You are a very openminded person, Voice, and I congratulate you on that.

[Max] -- Certain prokaryotes have flagella, which rotate in a wheel-like fashion, being turned by ionic advection across a little protein pump, if I recall correctly. Had evolution chosen them to be our ancestors and not eukaryotic microbes, perhaps things would have been rather different.

For example, it might be possible to grow a bony or cartilaginous structure resembling a propeller, and have it turned by passing fluid -- perhaps blood or lymph -- across it.

I do agree with you, though, that the leg is a pretty efficient locomotor system. You'd need a very unusual planetary terrain for wheels to have a distinct energy advantage over legs -- say a planetary landscape made mostly of sheets of volcanic glass, or ice? Or, more likely, in a fluid medium of some kind as was mentioned earlier.
-- qt75rx1, Mar 24 2008


Yes, prokaryotic flagellae are driven by rotary pumps. And ATPases (including those in eukaryotes) are basically the same - molecular rotary motors. However, it's hard to see how you'd scale this up beyond the molecular level.
-- MaxwellBuchanan, Mar 24 2008


We do actually seem to be descended from eucaryotic flagellates, if not procaryotic ones. However, just because individual cells had rotary parts, it wouldn't follow that multicellular relatives would then have actual rotary organs. After all, we have leucocytes but that doesn't make us amorphous blobs which eat by engulfing things.
-- nineteenthly, Mar 24 2008


//that doesn't make us amorphous blobs which eat by engulfing things.// You don't have Burger King where you live?

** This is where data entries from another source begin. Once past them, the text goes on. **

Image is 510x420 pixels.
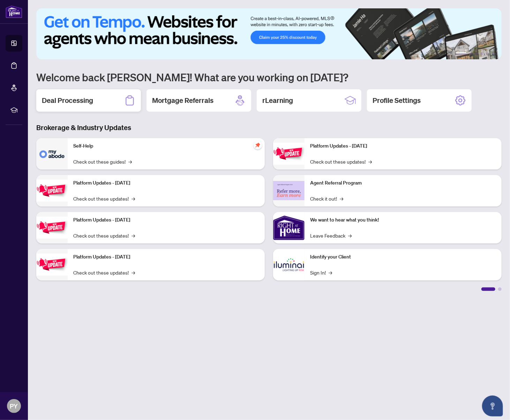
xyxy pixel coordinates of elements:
[456,53,467,55] button: 1
[128,158,131,165] span: →
[73,179,259,187] p: Platform Updates - [DATE]
[37,253,68,276] img: Platform Updates - July 8, 2025
[310,232,351,239] a: Leave Feedback→
[310,216,496,224] p: We want to hear what you think!
[482,395,503,417] button: Open asap
[273,181,304,200] img: Agent Referral Program
[262,96,293,105] h2: rLearning
[73,194,135,202] a: Check out these updates!→
[42,96,93,105] h2: Deal Processing
[152,96,214,105] h2: Mortgage Referrals
[131,269,135,277] span: →
[339,194,343,202] span: →
[73,216,259,224] p: Platform Updates - [DATE]
[37,9,501,59] img: Slide 0
[73,143,259,150] p: Self-Help
[492,53,495,55] button: 6
[73,158,131,165] a: Check out these guides!→
[131,194,135,202] span: →
[348,232,351,239] span: →
[481,53,484,55] button: 4
[310,269,332,277] a: Sign In!→
[253,141,262,149] span: pushpin
[6,6,22,18] img: logo
[310,143,496,150] p: Platform Updates - [DATE]
[37,70,501,84] h1: Welcome back [PERSON_NAME]! What are you working on [DATE]?
[469,53,473,55] button: 2
[486,53,489,55] button: 5
[368,158,372,165] span: →
[37,179,68,202] img: Platform Updates - September 16, 2025
[37,217,68,238] img: Platform Updates - July 21, 2025
[73,269,135,277] a: Check out these updates!→
[37,123,501,132] h3: Brokerage & Industry Updates
[273,249,304,281] img: Identify your Client
[328,269,332,277] span: →
[10,401,18,411] span: PY
[475,53,478,55] button: 3
[37,138,68,170] img: Self-Help
[73,232,135,239] a: Check out these updates!→
[131,232,135,239] span: →
[310,253,496,261] p: Identify your Client
[310,179,496,187] p: Agent Referral Program
[273,212,304,244] img: We want to hear what you think!
[273,143,304,165] img: Platform Updates - June 23, 2025
[310,194,343,202] a: Check it out!→
[310,158,372,165] a: Check out these updates!→
[73,253,259,261] p: Platform Updates - [DATE]
[372,96,421,105] h2: Profile Settings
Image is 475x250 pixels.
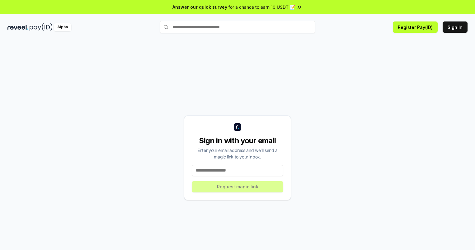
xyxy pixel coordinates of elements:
span: Answer our quick survey [172,4,227,10]
div: Enter your email address and we’ll send a magic link to your inbox. [192,147,283,160]
div: Alpha [54,23,71,31]
img: pay_id [30,23,53,31]
button: Sign In [442,21,467,33]
div: Sign in with your email [192,136,283,146]
button: Register Pay(ID) [392,21,437,33]
span: for a chance to earn 10 USDT 📝 [228,4,295,10]
img: reveel_dark [7,23,28,31]
img: logo_small [234,123,241,131]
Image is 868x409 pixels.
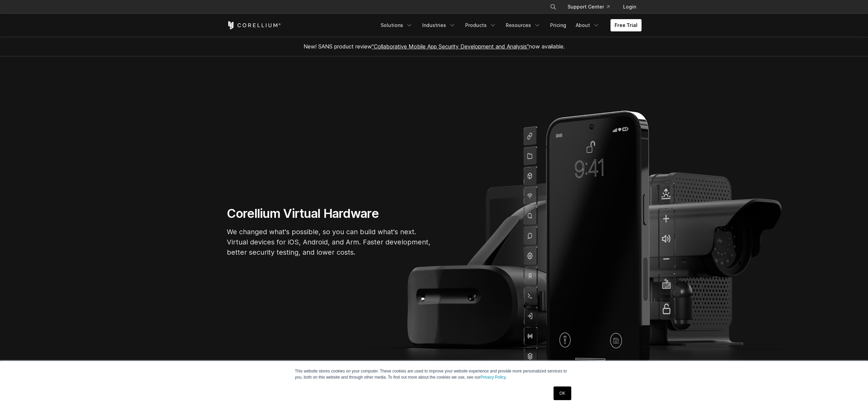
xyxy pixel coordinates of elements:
[618,1,641,13] a: Login
[303,43,565,50] span: New! SANS product review now available.
[541,1,641,13] div: Navigation Menu
[562,1,615,13] a: Support Center
[553,386,571,400] a: OK
[227,21,281,29] a: Corellium Home
[461,19,500,32] a: Products
[481,375,507,379] a: Privacy Policy.
[418,19,460,32] a: Industries
[227,206,431,221] h1: Corellium Virtual Hardware
[377,19,641,32] div: Navigation Menu
[371,43,529,50] a: "Collaborative Mobile App Security Development and Analysis"
[572,19,604,32] a: About
[610,19,641,32] a: Free Trial
[377,19,417,32] a: Solutions
[227,226,431,257] p: We changed what's possible, so you can build what's next. Virtual devices for iOS, Android, and A...
[295,368,573,380] p: This website stores cookies on your computer. These cookies are used to improve your website expe...
[547,1,559,13] button: Search
[546,19,570,32] a: Pricing
[502,19,545,32] a: Resources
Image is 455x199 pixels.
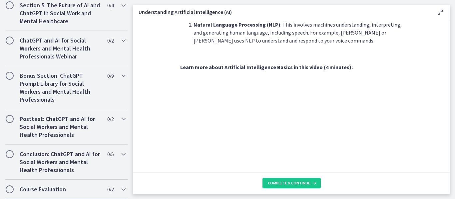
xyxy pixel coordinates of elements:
[20,37,101,61] h2: ChatGPT and AI for Social Workers and Mental Health Professionals Webinar
[20,186,101,194] h2: Course Evaluation
[107,186,113,194] span: 0 / 2
[107,1,113,9] span: 0 / 4
[262,178,320,189] button: Complete & continue
[107,150,113,158] span: 0 / 5
[138,8,425,16] h3: Understanding Artificial Intelligence (AI)
[268,181,310,186] span: Complete & continue
[193,21,280,28] strong: Natural Language Processing (NLP)
[20,150,101,174] h2: Conclusion: ChatGPT and AI for Social Workers and Mental Health Professionals
[20,1,101,25] h2: Section 5: The Future of AI and ChatGPT in Social Work and Mental Healthcare
[107,72,113,80] span: 0 / 9
[193,21,402,45] p: : This involves machines understanding, interpreting, and generating human language, including sp...
[107,37,113,45] span: 0 / 2
[180,64,352,71] strong: Learn more about Artificial Intelligence Basics in this video (4 minutes):
[107,115,113,123] span: 0 / 2
[20,72,101,104] h2: Bonus Section: ChatGPT Prompt Library for Social Workers and Mental Health Professionals
[20,115,101,139] h2: Posttest: ChatGPT and AI for Social Workers and Mental Health Professionals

Actually, eukaryotic flagellae don't rotate like prokaryotic ones; they beat back and forth, or to and fro (depending on the species).
-- MaxwellBuchanan, Mar 24 2008


Got it. Wheels would not always be great in the woods. But how about retractable wheels, like my kid has on her skates? Now THAT would be sweet.
-- bneal27, Mar 25 2008


Does anyone else find it ironic that we started off talking about square things and are now discussing round things?
-- nineteenthly, Mar 25 2008


Such is the way conversations meander and flow.
-- qt75rx1, Mar 25 2008


Well, you could say we're now talking balls. Maybe i was already doing that.